Wow! - That's completely different from my experience and practice.
>
It's what makes usage simple, fast, reliable. Not wasting time for
details, or fixing technical bugs that should be prevented by the
language.
But, it is also possible I approach programming in a different way.
Well, you mentioned gcc now repeatedly. Myself I had been using gcc[...]Possibly, a lot could depend on how one is counting things as well.
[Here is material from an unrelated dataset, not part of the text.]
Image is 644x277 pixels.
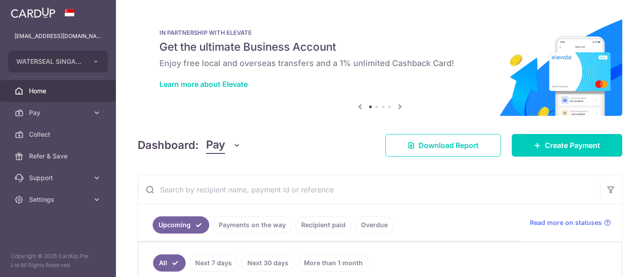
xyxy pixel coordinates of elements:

In a lot of cases when using GCC, I end up using:
-ffunction-sections -fdata-sections -Wl,-gc-sections
[...]Thanks for explaining your view on "syntactic sugar".[...]To be excluded from being syntactic sugar, it needs to be something that is not generally possible to express within the base language.
So, for example:
Things like operator overloading or classes are syntactic sugar IMO, as what they do can be expressed in C, even if a lot less pretty (or far from an idiomatic style).
I would not consider exceptions or RTTI as syntactic sugar, because these involve things that do not map to native C.
Using longjmp, pointer-tagging, etc, could be considered as analogous, but not functionally equivalent, to what C++ is doing in these cases.
[...]We've been talking about C++; for constants I regularly use constants.
We avoided macros if possible.They are de-facto for constants and similar, but for longer stuff is better avoided.